With the release of Sage 500 ERP (formerly Sage MAS 500 ERP) version 7.4 you have a new variation Stock Quantity BIE. In Sage 500 ERP v7.4 they had to take into account the new unit of measures and the additional decimal precision. Due to these enhancements and a new date function they have altered how the Stock Quantity Explorer works.

With the enhancements it has also created occasions for some performance issues with the Stock Status BIE. The good news is you have an option to enhance the performance especially if you typically apply a Filter such as an Item, etc before running the query.

If you look in the tsmDataView table you will notice they have added a new column called SQLCommandOverride. If you look in the Dtabase Schema you can see they have defined this column as “The name of the SQL stored procedure that will be used for this lookup. Must return same columns as corresponding SQL command”.

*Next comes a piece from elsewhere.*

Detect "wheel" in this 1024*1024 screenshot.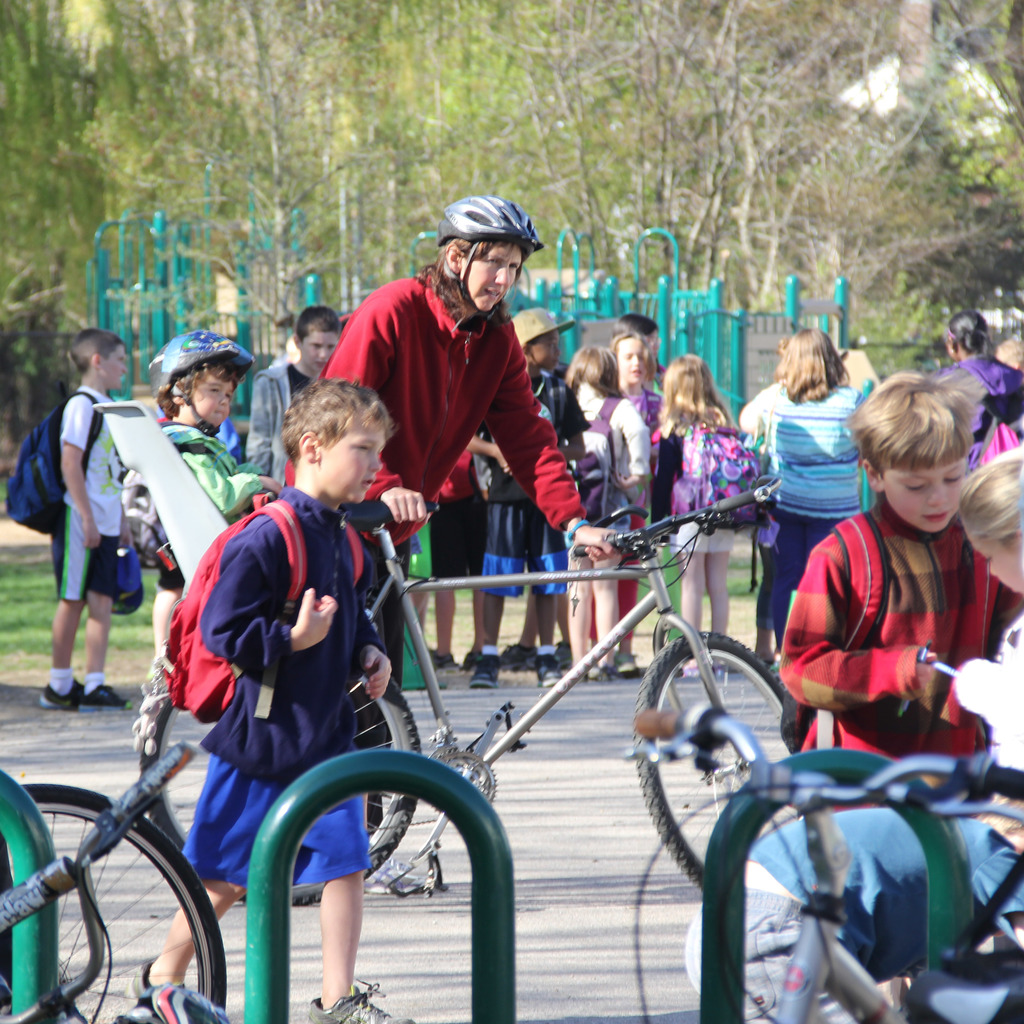
Detection: x1=22, y1=783, x2=197, y2=1008.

You can locate the record for vdvStockStatus view using the follow SELECT statement.

SELECT tsmDataView.DataViewID,
       tsmDataView.SQLCommandName,
       tsmDataView.SQLCommandOverride
FROM tsmDataView
WHERE tsmDataView.SQLCommandName = 'vdvStockStatus';

 

You will see that the tsmDataView.SQLCommandOverride column contains a value of ‘spdvStockStatus’. This means that by default when this view is called it will run the stored procedure to compile the results to use in the Stock Status BIE. If you would prefer not to have this logic run and simply use the results of the ‘vdvStockStatus’ you should consider updating tsmDataView.SQLCommandOverride to NULL for this record. This will cause the BIE to operate normally and use the view.

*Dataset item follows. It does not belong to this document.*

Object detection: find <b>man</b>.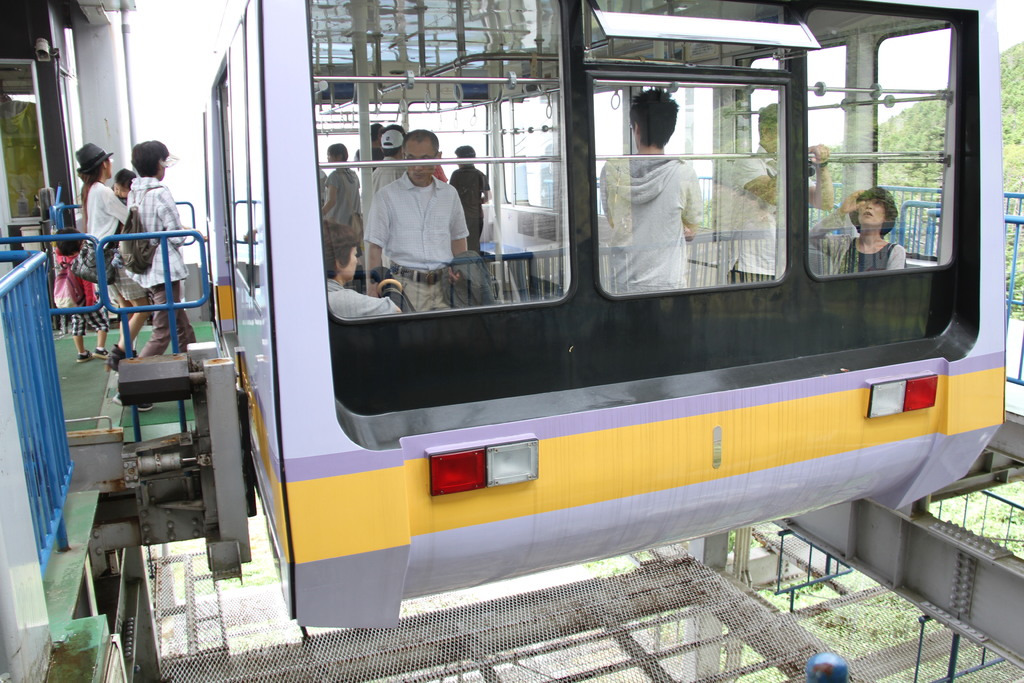
{"x1": 729, "y1": 99, "x2": 833, "y2": 284}.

DISCLAIMER! You should make sure you have a backup of the database prior to running this. You should test this thoroughly in a test environment before running in production. You are running this code as is with no warranty or support provided, nor any guarantee of this making your system faster.

UPDATE tsmDataView
SET SQLCommandOverride = NULL
WHERE tsmDataView.SQLCommandName = 'vdvStockStatus';
GO

 

I have seen instances where making this change has shaved 20 minutes off of the results being returned to the BI window. If you look at the logic of the assigned SP for this view it is basically doing a cursor over every row several times to evaluate transaction dates as well as unit of measure conversions. You will have to decide if this is necessary in your environment to be worth the time delay.

I will be researching the SP performance further but that is beyond the scope of this blog.